Yiaourtopita belongs especially to the dairy-rich kitchens of northern Greece, where sheep and goat yogurt were everyday ingredients long before commercial cow's-milk yogurt became standard. The cake sits in the same family as Greek syrup sweets but is plainer than festival pastries, a home cake that uses yogurt for tenderness rather than butter alone. Its name keeps the old Greek habit of calling many baked tray sweets pita, even when the result is closer to cake than pie.
Quantity
200g
Quantity
4
at room temperature
Quantity
200g
Quantity
120ml oil or 120g butter
butter melted and cooled, if using
Quantity
1
finely zested
Quantity
1 teaspoon
Quantity
250g
Quantity
10g
Quantity
1g
Quantity
20g
for dusting the pan
Quantity
300g
Quantity
240ml
Quantity
45ml
Quantity
1 strip
| Ingredient | Quantity |
|---|---|
| granulated sugar | 200g |
| large eggsat room temperature | 4 |
| thick strained sheep's-milk Greek yogurt | 200g |
| mild extra virgin olive oil or unsalted butterbutter melted and cooled, if using | 120ml oil or 120g butter |
| lemonfinely zested | 1 |
| vanilla extract | 1 teaspoon |
| plain flour | 250g |
| baking powder | 10g |
| fine sea salt | 1g |
| semolina or flourfor dusting the pan | 20g |
| granulated sugar, for the syrup | 300g |
| water, for the syrup | 240ml |
| fresh lemon juice | 45ml |
| lemon peel | 1 strip |
Put 300g sugar, 240ml water, the lemon juice, and the lemon peel in a small saucepan. Bring to a boil, simmer for 5 minutes, then take it off the heat and let it cool. The syrup should be cool when it meets the warm cake, so the crumb drinks without turning pasty.
Heat the oven to 175C. Oil or butter a 23 by 33cm baking pan, then dust it with semolina or flour and tap out the excess. This gives the bottom a little grip and keeps the slices clean.
Beat the eggs and 200g sugar for 5 to 7 minutes, until the mixture is pale, thick, and falls from the whisk in a ribbon. Don't rush this. This is the lift of the cake, and it matters more than any fancy hand.

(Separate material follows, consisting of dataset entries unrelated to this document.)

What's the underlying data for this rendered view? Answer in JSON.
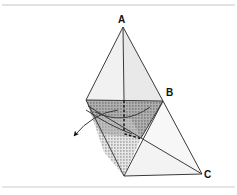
{
  "figure": {
    "caption_title": "",
    "background_color": "#ffffff",
    "frame": {
      "top_rule_y": 5,
      "bottom_rule_y": 187,
      "rule_color": "#d9d9d9",
      "rule_thickness": 1.2
    },
    "stroke_color": "#3a3a3a",
    "dotted_color": "#111111",
    "labels": [
      {
        "id": "A",
        "text": "A",
        "x": 118,
        "y": 15,
        "role": "apex-vertex"
      },
      {
        "id": "B",
        "text": "B",
        "x": 166,
        "y": 88,
        "role": "right-vertex"
      },
      {
        "id": "C",
        "text": "C",
        "x": 204,
        "y": 170,
        "role": "lower-right-vertex"
      }
    ],
    "points": {
      "A": {
        "x": 123,
        "y": 27
      },
      "B": {
        "x": 163,
        "y": 101
      },
      "C": {
        "x": 202,
        "y": 174
      },
      "upper_left": {
        "x": 86,
        "y": 100
      },
      "cone_apex": {
        "x": 124,
        "y": 176
      },
      "base_right": {
        "x": 141,
        "y": 138
      },
      "arrow_tip": {
        "x": 64,
        "y": 143
      },
      "arrow_tail": {
        "x": 117,
        "y": 112
      }
    },
    "faces": [
      {
        "name": "upper-left-face",
        "fill": "#f0f0f0",
        "points": "123,27 86,100 124,100"
      },
      {
        "name": "upper-right-face",
        "fill": "#e8e8e8",
        "points": "123,27 124,100 163,101"
      },
      {
        "name": "top-band-left",
        "fill": "#b3b3b3",
        "points": "86,100 124,100 130,116 96,118"
      },
      {
        "name": "top-band-right",
        "fill": "#a8a8a8",
        "points": "124,100 163,101 141,138 130,116"
      },
      {
        "name": "cone-stipple-body",
        "fill": "#cfcfcf",
        "points": "96,118 130,116 141,138 124,176 104,150"
      },
      {
        "name": "lower-right-face",
        "fill": "#f2f2f2",
        "points": "163,101 202,174 124,176"
      },
      {
        "name": "lower-right-wedge",
        "fill": "#f6f6f6",
        "points": "141,138 202,174 163,101"
      }
    ],
    "edges": [
      {
        "name": "edge-A-to-upper-left",
        "d": "M 123 27 L 86 100"
      },
      {
        "name": "edge-A-to-B",
        "d": "M 123 27 L 163 101"
      },
      {
        "name": "edge-A-axis-vertical",
        "d": "M 123 27 L 124 100"
      },
      {
        "name": "edge-top-horizontal",
        "d": "M 86 100 L 163 101"
      },
      {
        "name": "edge-upper-left-to-cone-apex",
        "d": "M 86 100 L 124 176"
      },
      {
        "name": "edge-B-to-cone-apex",
        "d": "M 163 101 L 124 176"
      },
      {
        "name": "edge-B-to-C",
        "d": "M 163 101 L 202 174"
      },
      {
        "name": "edge-cone-apex-to-C",
        "d": "M 124 176 L 202 174"
      },
      {
        "name": "edge-base-right-to-C",
        "d": "M 141 138 L 202 174"
      },
      {
        "name": "edge-base-right-to-B",
        "d": "M 141 138 L 163 101"
      },
      {
        "name": "edge-cut-plane-left",
        "d": "M 88 105 L 141 138"
      },
      {
        "name": "edge-cut-plane-upper",
        "d": "M 96 118 L 163 101"
      }
    ],
    "curves": [
      {
        "name": "ellipse-cut-arc",
        "d": "M 96 113 Q 124 125 148 110"
      },
      {
        "name": "cone-arc-left",
        "d": "M 86 112 Q 108 124 130 134"
      },
      {
        "name": "arrow-leader-curve",
        "d": "M 117 112 Q 92 114 70 139"
      }
    ],
    "dotted_segments": [
      {
        "name": "dotted-vertical-axis",
        "d": "M 124 100 L 124 133",
        "dasharray": "1.5 3"
      },
      {
        "name": "dotted-slant-axis",
        "d": "M 124 133 L 141 138",
        "dasharray": "1.5 3"
      }
    ],
    "arrow": {
      "name": "pointer-arrow",
      "tip_x": 64,
      "tip_y": 143,
      "fill": "#111111",
      "polygon": "64,143 80,135 78,146 74,150"
    },
    "stipple": {
      "dot_color": "#6b6b6b",
      "dot_spacing": 3,
      "dot_radius": 0.6
    }
  }
}
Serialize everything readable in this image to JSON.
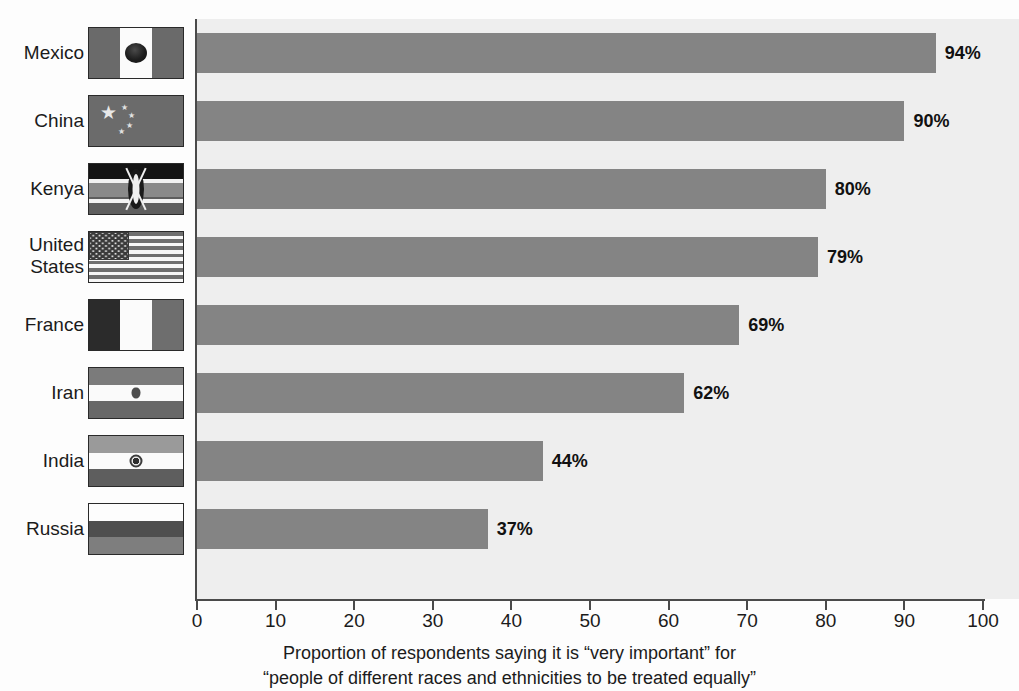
{
  "chart_data": {
    "type": "bar",
    "orientation": "horizontal",
    "title": "",
    "categories": [
      "Mexico",
      "China",
      "Kenya",
      "United States",
      "France",
      "Iran",
      "India",
      "Russia"
    ],
    "values": [
      94,
      90,
      80,
      79,
      69,
      62,
      44,
      37
    ],
    "value_labels": [
      "94%",
      "90%",
      "80%",
      "79%",
      "69%",
      "62%",
      "44%",
      "37%"
    ],
    "xlabel": "Proportion of respondents saying it is “very important” for “people of different races and ethnicities to be treated equally”",
    "ylabel": "",
    "xlim": [
      0,
      100
    ],
    "xticks": [
      0,
      10,
      20,
      30,
      40,
      50,
      60,
      70,
      80,
      90,
      100
    ],
    "xtick_labels": [
      "0",
      "10",
      "20",
      "30",
      "40",
      "50",
      "60",
      "70",
      "80",
      "90",
      "100"
    ],
    "grid": false,
    "legend": "none",
    "bar_color": "#848484",
    "plot_background": "#eeeeee"
  },
  "caption": {
    "line1": "Proportion of respondents saying it is “very important” for",
    "line2": "“people of different races and ethnicities to be treated equally”"
  },
  "rows": [
    {
      "country": "Mexico",
      "country_line1": "Mexico",
      "country_line2": "",
      "value": 94,
      "label": "94%",
      "flag": "flag-mexico"
    },
    {
      "country": "China",
      "country_line1": "China",
      "country_line2": "",
      "value": 90,
      "label": "90%",
      "flag": "flag-china"
    },
    {
      "country": "Kenya",
      "country_line1": "Kenya",
      "country_line2": "",
      "value": 80,
      "label": "80%",
      "flag": "flag-kenya"
    },
    {
      "country": "United States",
      "country_line1": "United",
      "country_line2": "States",
      "value": 79,
      "label": "79%",
      "flag": "flag-usa"
    },
    {
      "country": "France",
      "country_line1": "France",
      "country_line2": "",
      "value": 69,
      "label": "69%",
      "flag": "flag-france"
    },
    {
      "country": "Iran",
      "country_line1": "Iran",
      "country_line2": "",
      "value": 62,
      "label": "62%",
      "flag": "flag-iran"
    },
    {
      "country": "India",
      "country_line1": "India",
      "country_line2": "",
      "value": 44,
      "label": "44%",
      "flag": "flag-india"
    },
    {
      "country": "Russia",
      "country_line1": "Russia",
      "country_line2": "",
      "value": 37,
      "label": "37%",
      "flag": "flag-russia"
    }
  ],
  "axis": {
    "ticks": [
      "0",
      "10",
      "20",
      "30",
      "40",
      "50",
      "60",
      "70",
      "80",
      "90",
      "100"
    ]
  }
}
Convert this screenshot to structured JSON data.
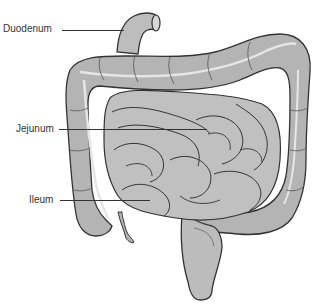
{
  "diagram": {
    "labels": [
      {
        "id": "duodenum",
        "text": "Duodenum"
      },
      {
        "id": "jejunum",
        "text": "Jejunum"
      },
      {
        "id": "ileum",
        "text": "Ileum"
      }
    ],
    "colors": {
      "organ_fill": "#b4b4b4",
      "organ_light": "#c8c8c8",
      "outline": "#333333",
      "highlight": "#e6e6e6",
      "background": "#ffffff"
    }
  }
}
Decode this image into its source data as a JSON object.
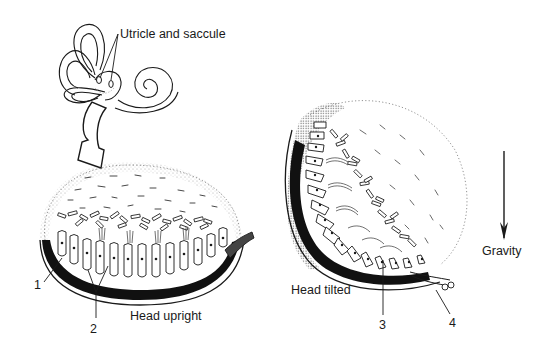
{
  "figure": {
    "panels": [
      {
        "id": "head-upright",
        "caption": "Head upright",
        "callouts": [
          {
            "number": "1"
          },
          {
            "number": "2"
          }
        ]
      },
      {
        "id": "head-tilted",
        "caption": "Head tilted",
        "callouts": [
          {
            "number": "3"
          },
          {
            "number": "4"
          }
        ]
      }
    ],
    "inner_ear_label": "Utricle and saccule",
    "gravity_label": "Gravity",
    "colors": {
      "ink": "#1a1a1a",
      "background": "#ffffff",
      "stipple": "#7a7a7a"
    }
  }
}
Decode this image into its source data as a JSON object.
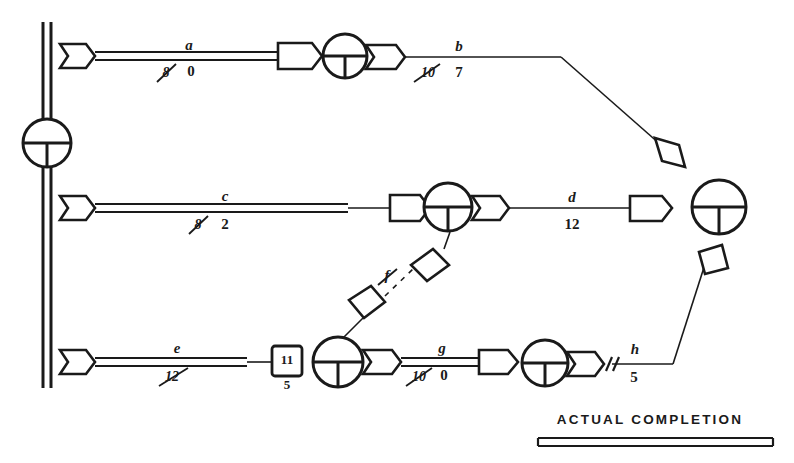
{
  "diagram": {
    "type": "pert-cpm-network-progress-chart",
    "title_visible": false,
    "ink_color": "#1a1a1a",
    "background_color": "#ffffff",
    "legend": {
      "label": "ACTUAL COMPLETION",
      "symbol": "double-line-bar"
    },
    "nodes": [
      {
        "id": "n-start",
        "name": "start-event-node",
        "cx": 47,
        "cy": 143,
        "r": 24
      },
      {
        "id": "n-top-mid",
        "name": "top-row-event-node",
        "cx": 345,
        "cy": 56,
        "r": 22
      },
      {
        "id": "n-mid-mid",
        "name": "middle-row-event-node",
        "cx": 448,
        "cy": 207,
        "r": 24
      },
      {
        "id": "n-bot-left",
        "name": "bottom-row-event-node-1",
        "cx": 338,
        "cy": 362,
        "r": 25
      },
      {
        "id": "n-bot-right",
        "name": "bottom-row-event-node-2",
        "cx": 545,
        "cy": 363,
        "r": 23
      },
      {
        "id": "n-finish",
        "name": "finish-event-node",
        "cx": 719,
        "cy": 207,
        "r": 27
      }
    ],
    "activities": [
      {
        "id": "a",
        "name": "activity-a",
        "label": "a",
        "original_duration": "8",
        "original_struck": true,
        "revised_duration": "0",
        "progress": "complete",
        "row": "top"
      },
      {
        "id": "b",
        "name": "activity-b",
        "label": "b",
        "original_duration": "10",
        "original_struck": true,
        "revised_duration": "7",
        "progress": "not-started",
        "row": "top"
      },
      {
        "id": "c",
        "name": "activity-c",
        "label": "c",
        "original_duration": "8",
        "original_struck": true,
        "revised_duration": "2",
        "progress": "partial",
        "row": "middle"
      },
      {
        "id": "d",
        "name": "activity-d",
        "label": "d",
        "original_duration": "",
        "original_struck": false,
        "revised_duration": "12",
        "progress": "not-started",
        "row": "middle"
      },
      {
        "id": "e",
        "name": "activity-e",
        "label": "e",
        "original_duration": "12",
        "original_struck": true,
        "revised_duration": "",
        "progress": "partial",
        "row": "bottom"
      },
      {
        "id": "f",
        "name": "activity-f-dummy",
        "label": "f",
        "original_duration": "",
        "original_struck": true,
        "revised_duration": "",
        "progress": "not-started",
        "row": "diagonal"
      },
      {
        "id": "g",
        "name": "activity-g",
        "label": "g",
        "original_duration": "10",
        "original_struck": true,
        "revised_duration": "0",
        "progress": "complete",
        "row": "bottom"
      },
      {
        "id": "h",
        "name": "activity-h",
        "label": "h",
        "original_duration": "",
        "original_struck": false,
        "revised_duration": "5",
        "progress": "not-started",
        "row": "bottom"
      }
    ],
    "status_box": {
      "name": "status-box-e",
      "value": "11",
      "sub_value": "5"
    },
    "progress_tick": {
      "name": "progress-tick-mark-h",
      "symbol": "//"
    }
  }
}
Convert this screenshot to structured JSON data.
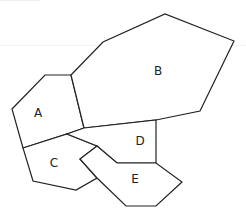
{
  "diagram": {
    "type": "map-regions",
    "regions": [
      {
        "id": "A",
        "label": "A",
        "label_pos": [
          38,
          113
        ],
        "points": "12,109 45,75 71,75 84,128 67,134 23,148"
      },
      {
        "id": "B",
        "label": "B",
        "label_pos": [
          158,
          71
        ],
        "points": "71,75 103,42 165,14 234,41 200,111 156,120 84,128"
      },
      {
        "id": "C",
        "label": "C",
        "label_pos": [
          54,
          163
        ],
        "points": "23,148 67,134 97,146 80,159 97,178 76,190 33,181"
      },
      {
        "id": "D",
        "label": "D",
        "label_pos": [
          140,
          141
        ],
        "points": "84,128 156,120 156,163 117,163 97,146 67,134"
      },
      {
        "id": "E",
        "label": "E",
        "label_pos": [
          135,
          179
        ],
        "points": "97,146 117,163 156,163 182,182 156,206 126,206 97,178 80,159"
      }
    ],
    "stroke_color": "#222222",
    "fill_color": "#ffffff"
  }
}
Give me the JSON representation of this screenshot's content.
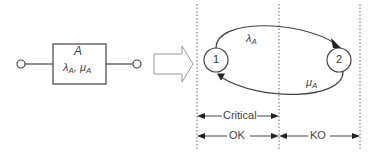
{
  "component": {
    "name": "A",
    "rates": "λA, μA",
    "rates_parts": {
      "lambda": "λ",
      "lambda_sub": "A",
      "sep": ", ",
      "mu": "μ",
      "mu_sub": "A"
    }
  },
  "markov": {
    "states": [
      {
        "id": "1",
        "label": "1"
      },
      {
        "id": "2",
        "label": "2"
      }
    ],
    "transitions": [
      {
        "from": "1",
        "to": "2",
        "symbol": "λ",
        "sub": "A"
      },
      {
        "from": "2",
        "to": "1",
        "symbol": "μ",
        "sub": "A"
      }
    ]
  },
  "regions": {
    "critical": "Critical",
    "ok": "OK",
    "ko": "KO"
  },
  "colors": {
    "line": "#444444",
    "dotted": "#666666",
    "arrow_outline": "#999999"
  }
}
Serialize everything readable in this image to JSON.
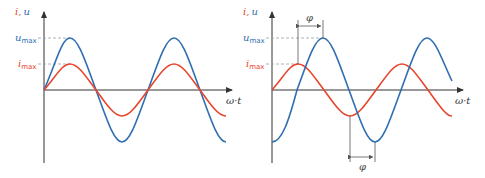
{
  "colors": {
    "voltage": "#2f6fb0",
    "current": "#e8452e",
    "axis": "#333333",
    "dash": "#9aa0a6",
    "annot": "#555555"
  },
  "left_diagram": {
    "title": "in-phase",
    "y_axis_label_i": "i",
    "y_axis_label_sep": ",",
    "y_axis_label_u": "u",
    "x_axis_label": "ω·t",
    "u_max_label": "u",
    "u_max_sub": "max",
    "i_max_label": "i",
    "i_max_sub": "max"
  },
  "right_diagram": {
    "title": "phase-shifted",
    "y_axis_label_i": "i",
    "y_axis_label_sep": ",",
    "y_axis_label_u": "u",
    "x_axis_label": "ω·t",
    "u_max_label": "u",
    "u_max_sub": "max",
    "i_max_label": "i",
    "i_max_sub": "max",
    "phase_label_top": "φ",
    "phase_label_bottom": "φ"
  }
}
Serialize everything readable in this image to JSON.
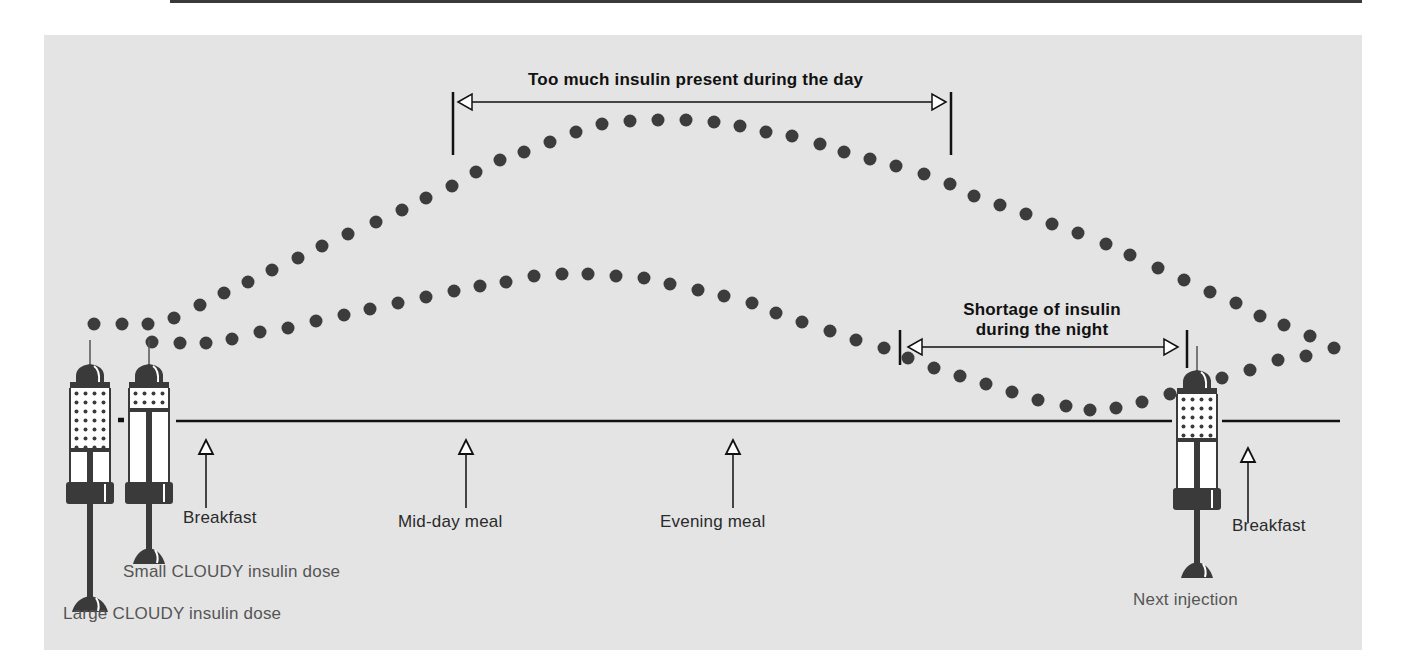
{
  "colors": {
    "background": "#ffffff",
    "panel": "#e4e4e4",
    "dot": "#3c3c3c",
    "line": "#111111",
    "text": "#2a2a2a",
    "caption_text": "#555555"
  },
  "annotations": {
    "day_excess": "Too much insulin present during the day",
    "night_shortage_line1": "Shortage of insulin",
    "night_shortage_line2": "during the night"
  },
  "meals": [
    {
      "label": "Breakfast",
      "x": 206
    },
    {
      "label": "Mid-day meal",
      "x": 466
    },
    {
      "label": "Evening meal",
      "x": 733
    },
    {
      "label": "Breakfast",
      "x": 1248
    }
  ],
  "syringes": [
    {
      "label": "Large CLOUDY insulin dose",
      "type": "large"
    },
    {
      "label": "Small CLOUDY insulin dose",
      "type": "small"
    },
    {
      "label": "Next injection",
      "type": "next"
    }
  ],
  "curves": [
    {
      "name": "Large dose insulin action",
      "description": "Rises after morning injection, peaks mid-day, falls through evening and night",
      "dots": [
        [
          94,
          324
        ],
        [
          122,
          324
        ],
        [
          148,
          324
        ],
        [
          174,
          318
        ],
        [
          200,
          305
        ],
        [
          224,
          293
        ],
        [
          248,
          282
        ],
        [
          272,
          270
        ],
        [
          298,
          258
        ],
        [
          322,
          246
        ],
        [
          348,
          234
        ],
        [
          376,
          222
        ],
        [
          402,
          210
        ],
        [
          426,
          198
        ],
        [
          452,
          186
        ],
        [
          476,
          172
        ],
        [
          500,
          160
        ],
        [
          524,
          152
        ],
        [
          550,
          142
        ],
        [
          576,
          132
        ],
        [
          602,
          124
        ],
        [
          630,
          121
        ],
        [
          658,
          120
        ],
        [
          686,
          120
        ],
        [
          714,
          122
        ],
        [
          740,
          126
        ],
        [
          766,
          132
        ],
        [
          792,
          136
        ],
        [
          820,
          144
        ],
        [
          844,
          152
        ],
        [
          870,
          159
        ],
        [
          896,
          166
        ],
        [
          924,
          174
        ],
        [
          950,
          184
        ],
        [
          974,
          196
        ],
        [
          1000,
          205
        ],
        [
          1026,
          214
        ],
        [
          1052,
          224
        ],
        [
          1078,
          233
        ],
        [
          1106,
          244
        ],
        [
          1130,
          255
        ],
        [
          1158,
          268
        ],
        [
          1184,
          280
        ],
        [
          1210,
          292
        ],
        [
          1236,
          303
        ],
        [
          1260,
          316
        ],
        [
          1284,
          325
        ],
        [
          1310,
          336
        ],
        [
          1334,
          348
        ]
      ]
    },
    {
      "name": "Small dose insulin action",
      "description": "Smaller rise, peaks before evening, falls to lowest point during the night, rises after next injection",
      "dots": [
        [
          152,
          342
        ],
        [
          180,
          343
        ],
        [
          206,
          343
        ],
        [
          232,
          339
        ],
        [
          260,
          332
        ],
        [
          288,
          328
        ],
        [
          316,
          321
        ],
        [
          344,
          315
        ],
        [
          370,
          309
        ],
        [
          398,
          303
        ],
        [
          426,
          297
        ],
        [
          454,
          291
        ],
        [
          480,
          286
        ],
        [
          506,
          282
        ],
        [
          534,
          276
        ],
        [
          562,
          274
        ],
        [
          588,
          274
        ],
        [
          616,
          276
        ],
        [
          644,
          278
        ],
        [
          670,
          284
        ],
        [
          698,
          290
        ],
        [
          724,
          296
        ],
        [
          752,
          303
        ],
        [
          776,
          313
        ],
        [
          802,
          322
        ],
        [
          830,
          331
        ],
        [
          856,
          340
        ],
        [
          884,
          348
        ],
        [
          908,
          358
        ],
        [
          934,
          368
        ],
        [
          960,
          376
        ],
        [
          986,
          384
        ],
        [
          1012,
          392
        ],
        [
          1038,
          400
        ],
        [
          1066,
          406
        ],
        [
          1090,
          410
        ],
        [
          1116,
          408
        ],
        [
          1142,
          402
        ],
        [
          1170,
          394
        ],
        [
          1196,
          386
        ],
        [
          1222,
          378
        ],
        [
          1250,
          370
        ],
        [
          1278,
          360
        ],
        [
          1306,
          356
        ]
      ]
    }
  ],
  "time_axis": {
    "y": 421,
    "x_start": 174,
    "x_end": 1340
  }
}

Beat in the yogurt, olive oil or cooled butter, lemon zest, and vanilla just until smooth. Scrape the bowl once. If the yogurt is very cold, the batter tightens, so let it stand on the counter while you prepare the syrup.
Whisk the flour, baking powder, and salt together, then fold them into the batter with a spatula. Stop as soon as no dry flour shows. A few gentle turns keep the crumb soft.
Pour the batter into the prepared pan and smooth the top. Bake for 38 to 45 minutes, until the top is deep gold, the edges pull slightly from the pan, and a skewer comes out clean.
Let the cake stand for 10 minutes, then cut it into squares while still in the pan. Pour the cool syrup over slowly, in three passes, waiting a minute between each one. Leave it at least 1 hour before serving, so the syrup settles evenly instead of sitting at the bottom.